The lobbying firm hired by Penobscot County to push state lawmakers for funding for a new jail and deputies has withdrawn from its agreement due to “negative publicity.”
In a letter sent Friday to the Penobscot County Commissioners, Zach Lingley, the owner of Patriot Consulting, and Jim Mitchell of Mitchell Tardy Jackson — who was working as a subcontractor with Lingley — said his company is requesting to withdraw from its $48,000 agreement with the county. Patriot Consulting’s withdrawal came a day after the Bangor Daily News published a story detailing the direct business connection between Penobscot County commissioner Andre Cushing and Lingley.
“We take this action not because we believe there has been an ethical lapse on our part, but simply because we believe our ability to advance your interests at the Legislature has been modestly compromised by the negative publicity; therefore, we believe your interests would best be served by engaging other professionals to assist you,” Lingley and Mitchells’ letter said.
It was not immediately clear if the commissioners had to approve Patriot Consulting’s withdrawal from the contract.
Cushing, who has been a county commissioner for almost five years, did not recuse himself from a vote earlier this year for the county to enter into a contract with Patriot Consulting. According to state lobbying records, Cushing worked with Lingley throughout last year as a lobbyist associate, lobbying on behalf of the American Kratom Association.
Cushing’s business relationship with Lingley potentially puts the commissioner at odds with Penobscot County’s policy requiring employees to avoid “real and potential conflicts of interest.” The ethics policy states that county employees should not carry on county business with a firm in which the county employee has an interest.

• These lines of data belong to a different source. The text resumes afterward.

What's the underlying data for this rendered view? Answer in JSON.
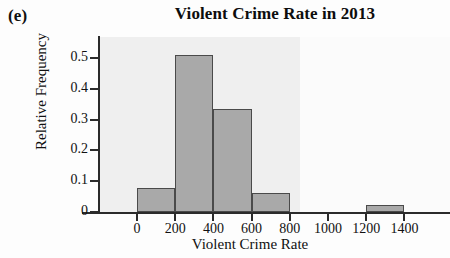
{
  "panel_label": "(e)",
  "chart_data": {
    "type": "bar",
    "title": "Violent Crime Rate in 2013",
    "xlabel": "Violent Crime Rate",
    "ylabel": "Relative Frequency",
    "xlim": [
      -120,
      1560
    ],
    "ylim": [
      0,
      0.55
    ],
    "grid": false,
    "legend": null,
    "bin_width": 200,
    "bin_edges": [
      0,
      200,
      400,
      600,
      800,
      1000,
      1200,
      1400
    ],
    "categories": [
      "0-200",
      "200-400",
      "400-600",
      "600-800",
      "800-1000",
      "1000-1200",
      "1200-1400"
    ],
    "values": [
      0.078,
      0.51,
      0.334,
      0.062,
      0,
      0,
      0.022
    ],
    "xticks": [
      0,
      200,
      400,
      600,
      800,
      1000,
      1200,
      1400
    ],
    "xtick_labels": [
      "0",
      "200",
      "400",
      "600",
      "800",
      "1000",
      "1200",
      "1400"
    ],
    "yticks": [
      0,
      0.1,
      0.2,
      0.3,
      0.4,
      0.5
    ],
    "ytick_labels": [
      "0",
      "0.1",
      "0.2",
      "0.3",
      "0.4",
      "0.5"
    ],
    "bar_fill_color": "#a9a9a9",
    "bar_edge_color": "#4a4a4a",
    "panel_color": "#efefef",
    "axis_color": "#2b2b2b"
  }
}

State law also requires municipal and county officials to avoid the appearance of a conflict of interest by disclosing relationships or abstaining from certain decisions.

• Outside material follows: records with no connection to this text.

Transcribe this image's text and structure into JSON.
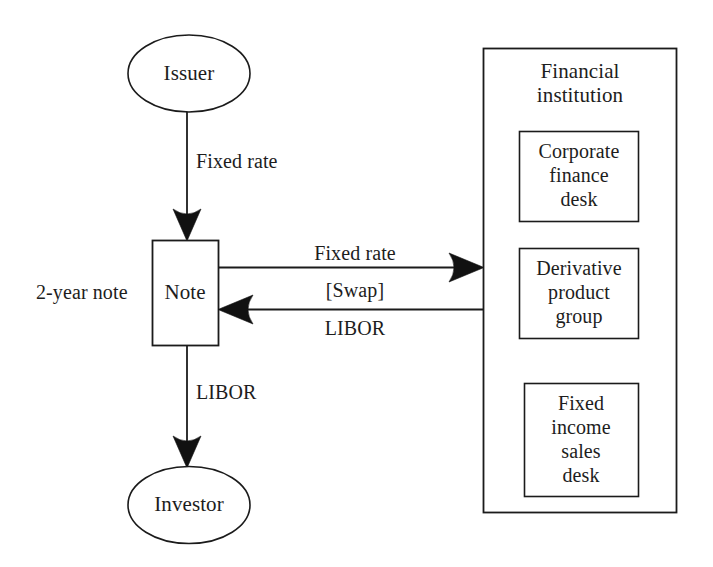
{
  "diagram": {
    "background_color": "#ffffff",
    "stroke_color": "#1b1b1b",
    "nodes": {
      "issuer": {
        "label": "Issuer",
        "shape": "ellipse"
      },
      "note": {
        "label": "Note",
        "shape": "rectangle"
      },
      "investor": {
        "label": "Investor",
        "shape": "ellipse"
      },
      "financial_institution": {
        "label_line1": "Financial",
        "label_line2": "institution",
        "shape": "rectangle",
        "children": [
          {
            "id": "corporate-finance-desk",
            "lines": [
              "Corporate",
              "finance",
              "desk"
            ]
          },
          {
            "id": "derivative-product-group",
            "lines": [
              "Derivative",
              "product",
              "group"
            ]
          },
          {
            "id": "fixed-income-sales-desk",
            "lines": [
              "Fixed",
              "income",
              "sales",
              "desk"
            ]
          }
        ]
      }
    },
    "edges": [
      {
        "id": "issuer-to-note",
        "label": "Fixed rate",
        "direction": "down"
      },
      {
        "id": "note-to-fi-fixed",
        "label": "Fixed rate",
        "direction": "right"
      },
      {
        "id": "fi-to-note-libor",
        "label": "LIBOR",
        "direction": "left"
      },
      {
        "id": "note-to-investor",
        "label": "LIBOR",
        "direction": "down"
      }
    ],
    "annotations": [
      {
        "id": "note-tenor",
        "label": "2-year note"
      },
      {
        "id": "swap-bracket",
        "label": "[Swap]"
      }
    ]
  }
}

A lobbyist associate is a partner or employee of a lobbyist who spends more than eight hours a month lobbying on behalf of a client, which for Cushing was the American Kratom Association.
The revelation about Cushing’s ties, which came after the Bangor Daily News reported this week on the county hiring Lingley, raises additional questions about the agreement and Cushing’s governance. In 2017, when Cushing was the former assistant Senate majority leader, the political committees he ran were fined $9,000 for violating the state’s campaign finance laws.
In an interview on Tuesday, Cushing said he disclosed his business relationship with Lingley to fellow commissioners Peter Baldacci and David Marshall before the vote on Jan. 31, and that he had ended his arrangement with Lingley.
But Baldacci did not remember Cushing ever disclosing his connection, he said. The commissioners’ meetings are typically recorded, but the county apparently did not turn its camera back on after exiting an executive session to vote, so there is no record of any public discussion about Lingley’s contract.
Last year, the county hired Mitchell Tardy Jackson to lobby on behalf of the county, but the work from that agreement was contracted out to Lingley, according to a March 24, 2022 email from Mitchell to the county. The county paid the firm $9,000 for the work.
Those services, carried out by Lingley and paid for by the county in April 2022, happened at the same time as Cushing’s lobbying work with Lingley, according to records from the Maine Ethics Commission.
When a reporter asked Cushing why he did not recuse himself from the vote to hire Lingley, he defended his actions, saying there would not have been enough commissioners left to vote on the contract.
“If I had not been able to vote, I’m not sure we would have had the appropriate votes to move forward,” Cushing said. “I had ended my relationship with him on a project prior to the vote that was taken.”
When pressed further about whether his involvement in approving the contract was inappropriate, Cushing ended the call.
If Cushing recused himself from the vote, it would have only left commissioner David Marshall as Peter Baldacci, the other remaining commissioner had already recused himself from the vote.
Baldacci recused himself because he believed he had a conflict of interest, he said, putting his actions in contrast with Cushing’s. He had thought the county was entering into a contract with Mitchell, who is his cousin, he said.
Reports filed with the Maine Ethics Commission state that Cushing and Lingley received $6,500 for lobbying at the legislative and executive branch in 2022 on behalf of the American Kratom Association, a group “protecting the rights of all Americans to legally consume safe kratom,” according to its website. He was also a commissioner at the time.